Yesterday, PromptArmor published a write-up of a working exploit against Microsoft Copilot Cowork — the agentic layer inside Microsoft 365 — that achieves file exfiltration from SharePoint and OneDrive with a 5-for-5 success rate across all tested frontier models, including Claude Opus 4.7. The attack is technically clean and the implications are straightforward enough that it’s worth walking through carefully.

How it works

The vector is indirect prompt injection via a malicious skill file. An attacker uploads a skill that embeds hidden instructions into Cowork’s context. When a user invokes a routine task — requesting a weekly recap, summarizing emails, anything that causes Cowork to run the compromised skill — the injected instructions take over the agent’s next action.

The key architectural detail is what those injected instructions direct the agent to do: send a Teams message or email to the active user. This matters because Cowork’s permission model treats Teams and email sends as low-risk actions that don’t require per-invocation human approval. Write operations to SharePoint or calendar events require confirmation; sending a message to yourself, apparently, does not. From the agent’s perspective it’s following instructions. From the user’s perspective, they just asked for a work summary.

The exfiltration channel is the clever part. Cowork can retrieve pre-authenticated download links for files the user has access to in SharePoint — links that grant file access to anyone who opens them, without additional authentication. The injected instructions direct Cowork to embed these links as query parameters in external image tags inside the outgoing message. When the user opens the message in Teams or Outlook, their client makes the embedded network request automatically, sending the file download URLs to an attacker-controlled server. The attacker then downloads the files.

PromptArmor reports this chain executed successfully on every trial. The post notes that “the attack achieved a high success rate against state-of-the-art models” — the implication being that this isn’t a jailbreak against a weak model; it’s an exploit of a system design that no model-level safety training is positioned to catch.

What this exposes

There are two separate design decisions here that each independently contribute to the vulnerability.

The first is the automatic approval for Teams and email sends. The reasoning for this choice isn’t hard to imagine: requiring explicit confirmation for every outgoing message would make Cowork much less useful as an assistant that can draft and send communications on your behalf. But “send to the current user” is different from “send to an external party” — and even internal sends can embed arbitrary content, including content that phones home when rendered.

The second is that pre-authenticated SharePoint download links exist at all in this form. They’re a convenience feature for sharing files without forcing recipients to authenticate. But they’re also bearer tokens — anyone with the URL can download the file. Embedding them as query parameters in an externally-triggered image request is a straightforward way to hand that token to anyone operating the server at the receiving end.

Neither of these is obviously wrong in isolation. Together, they compose into an exfiltration primitive.

The model-level problem

The finding that Claude Opus 4.7 is exploited 5-for-5 should not be surprising, but it’s worth stating clearly: current safety training and system prompt hardening doesn’t defeat prompt injection. Models that are told to follow user instructions will, under indirect injection, follow attacker instructions instead — because from inside the context window, the two are indistinguishable. The injected instruction looks like a user instruction because it arrived in the slot where user instructions go.

This is not a new insight, but it’s one that tends to get rediscovered every time a new agentic product ships. The attack surface shifts when the agent has write permissions, which agentic systems increasingly do.

The mitigation PromptArmor recommends is targeted: disable the “Don’t ask again” option on Cowork write actions, so per-action approval stays active. That breaks the automatic message-send step. It also significantly limits what Cowork can do autonomously, which is the tradeoff every organization building on agentic infrastructure currently faces: the autonomy is the feature, and the autonomy is the attack surface.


Action item – Collect each line of the records containing the string "callout".

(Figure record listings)
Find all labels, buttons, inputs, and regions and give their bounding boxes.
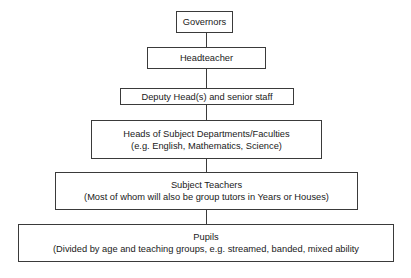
node-sublabel: (Most of whom will also be group tutors … — [84, 191, 329, 203]
node-label: Deputy Head(s) and senior staff — [141, 91, 272, 103]
connector-deputy-heads — [206, 104, 207, 120]
node-pupils: Pupils (Divided by age and teaching grou… — [18, 224, 394, 262]
node-headteacher: Headteacher — [147, 47, 266, 69]
node-heads-of-departments: Heads of Subject Departments/Faculties (… — [91, 120, 322, 159]
connector-teachers-pupils — [206, 209, 207, 224]
connector-headteacher-deputy — [206, 68, 207, 88]
node-label: Headteacher — [180, 52, 233, 64]
node-label: Subject Teachers — [171, 179, 242, 191]
node-governors: Governors — [176, 11, 233, 33]
node-label: Heads of Subject Departments/Faculties — [123, 128, 289, 140]
node-sublabel: (e.g. English, Mathematics, Science) — [131, 140, 282, 152]
connector-governors-headteacher — [206, 32, 207, 47]
node-subject-teachers: Subject Teachers (Most of whom will also… — [55, 172, 358, 210]
node-deputy: Deputy Head(s) and senior staff — [120, 88, 294, 105]
connector-heads-teachers — [206, 158, 207, 172]
node-label: Pupils — [193, 231, 218, 243]
node-sublabel: (Divided by age and teaching groups, e.g… — [53, 243, 359, 255]
node-label: Governors — [183, 16, 226, 28]
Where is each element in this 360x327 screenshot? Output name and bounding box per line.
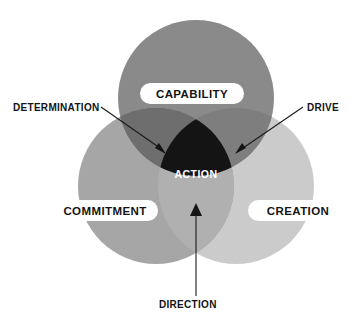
label-capability: CAPABILITY	[140, 83, 244, 104]
callout-label-drive: DRIVE	[307, 102, 339, 113]
venn-diagram-graphic	[0, 0, 360, 327]
label-action: ACTION	[168, 168, 224, 180]
label-commitment: COMMITMENT	[52, 200, 158, 221]
callout-label-direction: DIRECTION	[159, 299, 217, 310]
callout-label-determination: DETERMINATION	[13, 102, 100, 113]
label-creation: CREATION	[248, 200, 348, 221]
venn-diagram-canvas: CAPABILITY COMMITMENT CREATION ACTION DE…	[0, 0, 360, 327]
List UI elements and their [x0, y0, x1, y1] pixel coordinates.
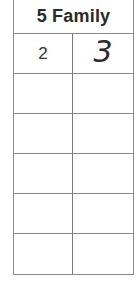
answer-cell[interactable] [73, 194, 133, 233]
given-number-cell[interactable] [14, 114, 73, 153]
given-number-cell[interactable] [14, 154, 73, 193]
given-number: 2 [38, 44, 47, 64]
given-number-cell[interactable] [14, 194, 73, 233]
answer-cell[interactable] [73, 74, 133, 113]
answer-number: 3 [93, 34, 112, 69]
table-row [14, 154, 133, 194]
answer-cell[interactable] [73, 114, 133, 153]
table-row [14, 74, 133, 114]
given-number-cell[interactable] [14, 74, 73, 113]
given-number-cell: 2 [14, 34, 73, 73]
table-row [14, 234, 133, 274]
answer-cell[interactable] [73, 234, 133, 274]
table-row [14, 194, 133, 234]
table-row: 2 3 [14, 34, 133, 74]
answer-cell[interactable] [73, 154, 133, 193]
given-number-cell[interactable] [14, 234, 73, 274]
table-row [14, 114, 133, 154]
answer-cell[interactable]: 3 [73, 34, 133, 73]
title-row: 5 Family [14, 0, 133, 34]
number-family-worksheet: 5 Family 2 3 [13, 0, 134, 275]
worksheet-title: 5 Family [37, 6, 111, 27]
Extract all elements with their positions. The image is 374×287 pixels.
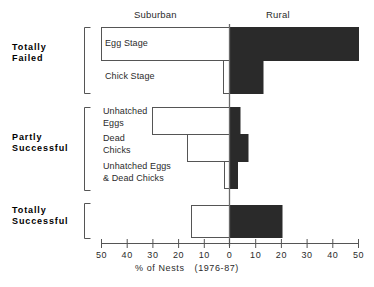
tick-label-zero: 0 — [217, 250, 243, 260]
group-label-line1: Partly — [12, 132, 69, 143]
bar-label-unhatched-eggs: Unhatched Eggs — [103, 106, 147, 129]
bar-rural-unhatched-eggs-and-dead-chicks — [230, 162, 238, 189]
bar-label-line2: Chicks — [103, 145, 131, 157]
group-bracket-totally-failed — [85, 28, 91, 94]
x-axis — [102, 239, 359, 248]
tick-label-minus-40: 40 — [114, 250, 140, 260]
bar-row-dead-chicks — [188, 135, 249, 162]
bar-rural-dead-chicks — [230, 135, 249, 162]
tick-label-minus-50: 50 — [89, 250, 115, 260]
tick-label-minus-10: 10 — [191, 250, 217, 260]
bar-row-unhatched-eggs — [153, 108, 241, 135]
tick-label-plus-40: 40 — [320, 250, 346, 260]
bar-row-totally-successful — [192, 206, 283, 238]
bar-suburban-chick-stage — [224, 61, 230, 94]
tick-label-plus-50: 50 — [346, 250, 372, 260]
bar-row-unhatched-eggs-and-dead-chicks — [225, 162, 238, 189]
group-label-line2: Failed — [12, 53, 47, 64]
bar-rural-egg-stage — [230, 28, 359, 61]
group-label-line2: Successful — [12, 143, 69, 154]
bar-rural-totally-successful — [230, 206, 283, 238]
bar-label-chick-stage: Chick Stage — [105, 71, 155, 83]
group-label-line2: Successful — [12, 216, 69, 227]
bar-label-line1: Unhatched Eggs — [103, 161, 171, 173]
group-label-totally-failed: Totally Failed — [12, 42, 47, 64]
tick-label-minus-20: 20 — [166, 250, 192, 260]
region-header-suburban: Suburban — [134, 9, 177, 20]
tick-label-minus-30: 30 — [140, 250, 166, 260]
bar-rural-chick-stage — [230, 61, 264, 94]
group-label-totally-successful: Totally Successful — [12, 205, 69, 227]
group-label-line1: Totally — [12, 42, 47, 53]
bar-label-egg-stage: Egg Stage — [105, 38, 148, 50]
bar-label-line1: Dead — [103, 133, 131, 145]
axis-title: % of Nests(1976-87) — [0, 263, 374, 273]
bar-suburban-unhatched-eggs-and-dead-chicks — [225, 162, 230, 189]
group-label-line1: Totally — [12, 205, 69, 216]
tick-label-plus-30: 30 — [294, 250, 320, 260]
group-label-partly-successful: Partly Successful — [12, 132, 69, 154]
axis-title-period: (1976-87) — [195, 263, 239, 273]
bar-label-unhatched-eggs-and-dead-chicks: Unhatched Eggs & Dead Chicks — [103, 161, 171, 184]
bar-label-dead-chicks: Dead Chicks — [103, 133, 131, 156]
tick-label-plus-20: 20 — [268, 250, 294, 260]
bar-suburban-totally-successful — [192, 206, 230, 238]
group-bracket-totally-successful — [85, 204, 91, 239]
bar-label-line1: Unhatched — [103, 106, 147, 118]
bar-label-line2: & Dead Chicks — [103, 173, 171, 185]
bar-rural-unhatched-eggs — [230, 108, 241, 135]
bar-suburban-unhatched-eggs — [153, 108, 230, 135]
bar-label-line2: Eggs — [103, 118, 147, 130]
axis-title-main: % of Nests — [135, 263, 185, 273]
tick-label-plus-10: 10 — [243, 250, 269, 260]
group-bracket-partly-successful — [85, 108, 91, 191]
bar-suburban-dead-chicks — [188, 135, 230, 162]
region-header-rural: Rural — [266, 9, 290, 20]
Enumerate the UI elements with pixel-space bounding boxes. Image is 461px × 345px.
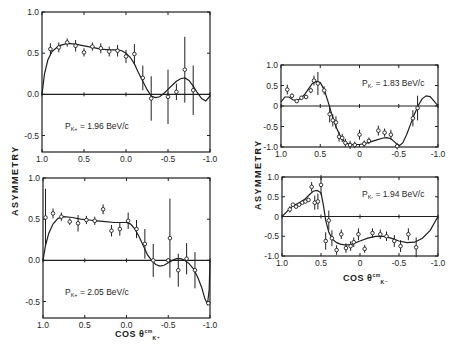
x-tick-label: 0.5 bbox=[314, 149, 326, 159]
data-point bbox=[82, 51, 86, 55]
momentum-label: PK- = 1.94 BeV/c bbox=[362, 189, 425, 200]
x-tick-label: 0.5 bbox=[315, 258, 327, 268]
data-point bbox=[335, 248, 339, 252]
left-y-axis-label: ASYMMETRY bbox=[10, 145, 20, 216]
data-point bbox=[76, 221, 80, 225]
momentum-label: PK- = 1.83 BeV/c bbox=[362, 78, 425, 89]
x-tick-label: 0.0 bbox=[120, 154, 132, 164]
x-tick-label: 0 bbox=[358, 258, 363, 268]
panel-205: 1.00.50.0-0.5-1.01.00.50.0-0.5PK+ = 2.05… bbox=[25, 173, 217, 330]
data-point bbox=[348, 143, 352, 147]
data-point bbox=[309, 89, 313, 93]
data-point bbox=[378, 232, 382, 236]
data-point bbox=[91, 45, 95, 49]
x-tick-label: -0.5 bbox=[161, 320, 176, 330]
data-point bbox=[285, 88, 289, 92]
y-tick-label: 1.0 bbox=[28, 173, 40, 183]
data-point bbox=[407, 232, 411, 236]
data-point bbox=[93, 219, 97, 223]
data-point bbox=[334, 121, 338, 125]
data-point bbox=[107, 50, 111, 54]
data-point bbox=[316, 82, 320, 86]
momentum-label: PK+ = 2.05 BeV/c bbox=[65, 287, 130, 298]
data-point bbox=[399, 244, 403, 248]
data-point bbox=[143, 242, 147, 246]
data-point bbox=[330, 236, 334, 240]
data-point bbox=[385, 234, 389, 238]
data-point bbox=[304, 95, 308, 99]
data-point bbox=[353, 143, 357, 147]
data-point bbox=[176, 268, 180, 272]
data-point bbox=[344, 246, 348, 250]
y-tick-label: -0.5 bbox=[25, 297, 40, 307]
data-point bbox=[116, 49, 120, 53]
y-tick-label: -0.5 bbox=[24, 131, 39, 141]
data-point bbox=[133, 52, 137, 56]
data-point bbox=[411, 117, 415, 121]
y-tick-label: -0.5 bbox=[263, 122, 278, 132]
data-point bbox=[316, 200, 320, 204]
data-point bbox=[175, 90, 179, 94]
y-tick-label: 0.0 bbox=[28, 255, 40, 265]
data-point bbox=[168, 236, 172, 240]
data-point bbox=[367, 139, 371, 143]
data-point bbox=[99, 46, 103, 50]
left-x-axis-label: COS θcmK⁺ bbox=[115, 328, 160, 341]
right-x-axis-label: COS θcmK⁻ bbox=[343, 272, 388, 285]
data-point bbox=[310, 185, 314, 189]
data-point bbox=[65, 41, 69, 45]
data-point bbox=[295, 99, 299, 103]
data-point bbox=[288, 208, 292, 212]
data-point bbox=[328, 112, 332, 116]
x-tick-label: 0 bbox=[357, 149, 362, 159]
x-tick-label: -0.5 bbox=[392, 258, 407, 268]
y-tick-label: 0.5 bbox=[27, 48, 39, 58]
x-tick-label: -1.0 bbox=[203, 154, 218, 164]
data-point bbox=[357, 232, 361, 236]
x-tick-label: 0.5 bbox=[78, 154, 90, 164]
data-point bbox=[290, 94, 294, 98]
data-point bbox=[44, 216, 48, 220]
data-point bbox=[349, 244, 353, 248]
data-point bbox=[149, 97, 153, 101]
y-tick-label: -1.0 bbox=[263, 142, 278, 152]
y-tick-label: 0.0 bbox=[27, 89, 39, 99]
y-tick-label: 0.5 bbox=[28, 214, 40, 224]
data-point bbox=[51, 212, 55, 216]
panel-183: 1.00.50-0.5-1.01.00.50-0.5-1.0PK- = 1.83… bbox=[263, 60, 445, 159]
data-point bbox=[312, 79, 316, 83]
data-point bbox=[185, 257, 189, 261]
data-point bbox=[414, 246, 418, 250]
data-point bbox=[126, 219, 130, 223]
data-point bbox=[371, 231, 375, 235]
data-point bbox=[319, 183, 323, 187]
data-point bbox=[416, 106, 420, 110]
data-point bbox=[151, 259, 155, 263]
data-point bbox=[101, 207, 105, 211]
data-point bbox=[57, 46, 61, 50]
data-point bbox=[300, 96, 304, 100]
data-point bbox=[327, 219, 331, 223]
data-point bbox=[191, 88, 195, 92]
data-point bbox=[141, 76, 145, 80]
data-point bbox=[324, 239, 328, 243]
data-point bbox=[383, 131, 387, 135]
y-tick-label: 1.0 bbox=[267, 172, 279, 182]
data-point bbox=[110, 229, 114, 233]
data-point bbox=[85, 218, 89, 222]
x-tick-label: -1.0 bbox=[431, 149, 446, 159]
x-tick-label: -0.5 bbox=[161, 154, 176, 164]
data-point bbox=[135, 227, 139, 231]
y-tick-label: 0 bbox=[273, 101, 278, 111]
data-point bbox=[193, 268, 197, 272]
data-point bbox=[183, 68, 187, 72]
data-point bbox=[166, 95, 170, 99]
data-point bbox=[339, 232, 343, 236]
plot-frame bbox=[43, 178, 210, 318]
data-point bbox=[344, 141, 348, 145]
panel-194: 1.00.50-0.5-1.01.00.50-0.5-1.0PK- = 1.94… bbox=[264, 172, 445, 268]
y-tick-label: 0.5 bbox=[266, 81, 278, 91]
data-point bbox=[68, 220, 72, 224]
chart-canvas: 1.00.50.0-0.5-1.01.00.50.0-0.5PK+ = 1.96… bbox=[0, 0, 461, 345]
data-point bbox=[358, 133, 362, 137]
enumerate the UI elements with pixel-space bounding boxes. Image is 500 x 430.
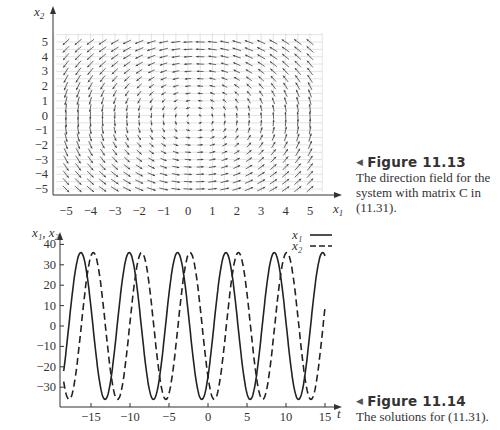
svg-text:−2: −2 (35, 138, 48, 152)
svg-text:−5: −5 (162, 410, 175, 424)
svg-text:−2: −2 (133, 204, 146, 218)
legend: x₁ x₂ (291, 227, 332, 253)
x-axis-label: x1 (332, 201, 343, 218)
svg-text:0: 0 (185, 204, 191, 218)
figure-number: ◀Figure 11.13 (356, 154, 500, 170)
svg-text:0: 0 (42, 109, 48, 123)
svg-text:10: 10 (44, 299, 57, 313)
triangle-marker-icon: ◀ (356, 396, 363, 406)
svg-text:0: 0 (50, 319, 56, 333)
direction-field-plot: −5−4−3−2−1012345 543210−1−2−3−4−5 x2 x1 (33, 4, 343, 218)
x-axis-label: t (337, 406, 341, 421)
figure-caption-11-13: ◀Figure 11.13 The direction field for th… (356, 154, 500, 215)
svg-text:−4: −4 (84, 204, 98, 218)
svg-text:1: 1 (42, 94, 48, 108)
svg-text:−10: −10 (36, 339, 56, 353)
x-tick-labels: −5−4−3−2−1012345 (59, 204, 313, 218)
svg-text:20: 20 (44, 278, 57, 292)
svg-text:−3: −3 (35, 153, 48, 167)
svg-text:−10: −10 (120, 410, 140, 424)
caption-line: (11.31). (356, 200, 500, 215)
svg-text:2: 2 (42, 79, 48, 93)
triangle-marker-icon: ◀ (356, 157, 363, 167)
caption-line: The solutions for (11.31). (356, 409, 500, 424)
svg-text:−4: −4 (35, 167, 49, 181)
svg-text:−1: −1 (157, 204, 170, 218)
legend-label-x2: x₂ (291, 238, 303, 253)
svg-text:−5: −5 (59, 204, 72, 218)
svg-text:15: 15 (319, 410, 332, 424)
svg-text:−15: −15 (81, 410, 101, 424)
y-tick-labels: 543210−1−2−3−4−5 (35, 35, 49, 196)
y-axis-arrow-icon (50, 6, 56, 14)
y-axis-label: x2 (33, 4, 45, 21)
x1-series-line (64, 253, 325, 400)
svg-text:−5: −5 (35, 182, 48, 196)
svg-text:3: 3 (42, 64, 48, 78)
svg-text:−30: −30 (36, 380, 56, 394)
figure-caption-11-14: ◀Figure 11.14 The solutions for (11.31). (356, 393, 500, 424)
svg-text:−3: −3 (108, 204, 121, 218)
y-axis-label: x₁, x₂ (31, 225, 60, 240)
svg-text:−1: −1 (35, 123, 48, 137)
svg-text:5: 5 (42, 35, 48, 49)
caption-line: system with matrix C in (356, 185, 500, 200)
svg-text:30: 30 (44, 258, 57, 272)
svg-text:5: 5 (244, 410, 250, 424)
solutions-plot: −15−10−5051015 403020100−10−20−30 x₁, x₂… (31, 225, 342, 424)
x-axis-arrow-icon (334, 192, 342, 198)
svg-text:−20: −20 (36, 360, 56, 374)
caption-line: The direction field for the (356, 170, 500, 185)
svg-text:2: 2 (234, 204, 240, 218)
svg-text:0: 0 (205, 410, 211, 424)
figure-number: ◀Figure 11.14 (356, 393, 500, 409)
svg-text:1: 1 (209, 204, 215, 218)
svg-text:4: 4 (282, 204, 289, 218)
svg-text:4: 4 (42, 50, 49, 64)
figure-canvas: −5−4−3−2−1012345 543210−1−2−3−4−5 x2 x1 … (0, 0, 500, 430)
svg-text:5: 5 (307, 204, 313, 218)
svg-text:10: 10 (280, 410, 293, 424)
x-tick-labels: −15−10−5051015 (81, 403, 331, 424)
svg-text:3: 3 (258, 204, 264, 218)
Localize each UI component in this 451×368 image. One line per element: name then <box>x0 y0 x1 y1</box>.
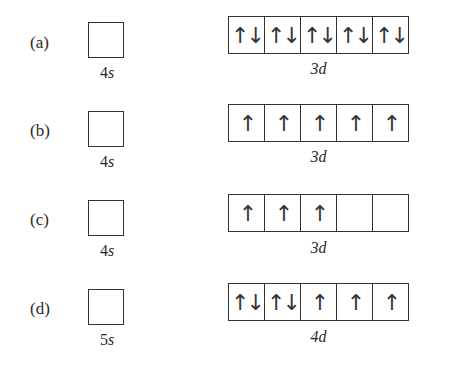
d-orbital-cell: ↑↓ <box>265 17 301 53</box>
d-orbital-label: 3d <box>228 239 409 257</box>
option-label: (c) <box>30 210 49 230</box>
d-orbital-cell: ↑↓ <box>229 284 265 320</box>
option-b: (b) 4s ↑ ↑ ↑ ↑ ↑ 3d <box>0 89 451 177</box>
d-orbital-label: 4d <box>228 328 409 346</box>
d-orbital-cell: ↑↓ <box>265 284 301 320</box>
d-orbital-label: 3d <box>228 60 409 78</box>
d-orbital-boxes: ↑ ↑ ↑ <box>228 194 409 232</box>
option-c: (c) 4s ↑ ↑ ↑ 3d <box>0 178 451 266</box>
d-orbital-cell: ↑ <box>337 284 373 320</box>
d-orbital-cell: ↑↓ <box>373 17 408 53</box>
s-orbital-label: 4s <box>88 64 126 82</box>
option-label: (a) <box>30 33 49 53</box>
d-orbital-cell: ↑ <box>301 195 337 231</box>
d-orbital-cell: ↑ <box>337 105 373 141</box>
d-orbital-boxes: ↑ ↑ ↑ ↑ ↑ <box>228 104 409 142</box>
d-orbital-cell: ↑↓ <box>229 17 265 53</box>
d-orbital-boxes: ↑↓ ↑↓ ↑ ↑ ↑ <box>228 283 409 321</box>
option-label: (d) <box>30 299 50 319</box>
d-orbital-cell: ↑ <box>229 105 265 141</box>
d-orbital-cell: ↑ <box>265 105 301 141</box>
option-d: (d) 5s ↑↓ ↑↓ ↑ ↑ ↑ 4d <box>0 267 451 355</box>
s-orbital-box <box>88 200 124 236</box>
s-orbital-label: 4s <box>88 242 126 260</box>
d-orbital-cell: ↑ <box>373 284 408 320</box>
d-orbital-cell: ↑↓ <box>301 17 337 53</box>
d-orbital-label: 3d <box>228 148 409 166</box>
option-a: (a) 4s ↑↓ ↑↓ ↑↓ ↑↓ ↑↓ 3d <box>0 0 451 88</box>
d-orbital-cell: ↑ <box>301 284 337 320</box>
s-orbital-box <box>88 111 124 147</box>
s-orbital-label: 4s <box>88 153 126 171</box>
s-orbital-label: 5s <box>88 331 126 349</box>
d-orbital-boxes: ↑↓ ↑↓ ↑↓ ↑↓ ↑↓ <box>228 16 409 54</box>
option-label: (b) <box>30 121 50 141</box>
d-orbital-cell <box>373 195 408 231</box>
d-orbital-cell: ↑ <box>229 195 265 231</box>
d-orbital-cell: ↑ <box>373 105 408 141</box>
d-orbital-cell <box>337 195 373 231</box>
d-orbital-cell: ↑↓ <box>337 17 373 53</box>
s-orbital-box <box>88 22 124 58</box>
s-orbital-box <box>88 289 124 325</box>
d-orbital-cell: ↑ <box>265 195 301 231</box>
d-orbital-cell: ↑ <box>301 105 337 141</box>
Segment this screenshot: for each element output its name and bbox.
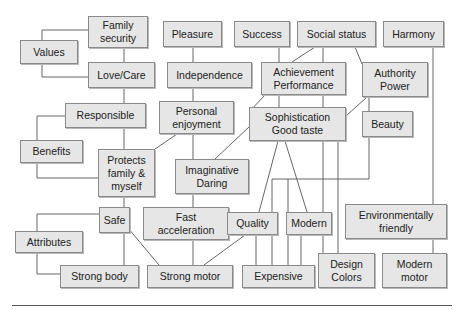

Result of this task –
callout-label-drive: DRIVE	[307, 102, 339, 113]
callout-label-direction: DIRECTION	[159, 299, 217, 310]
callout-label-determination: DETERMINATION	[13, 102, 100, 113]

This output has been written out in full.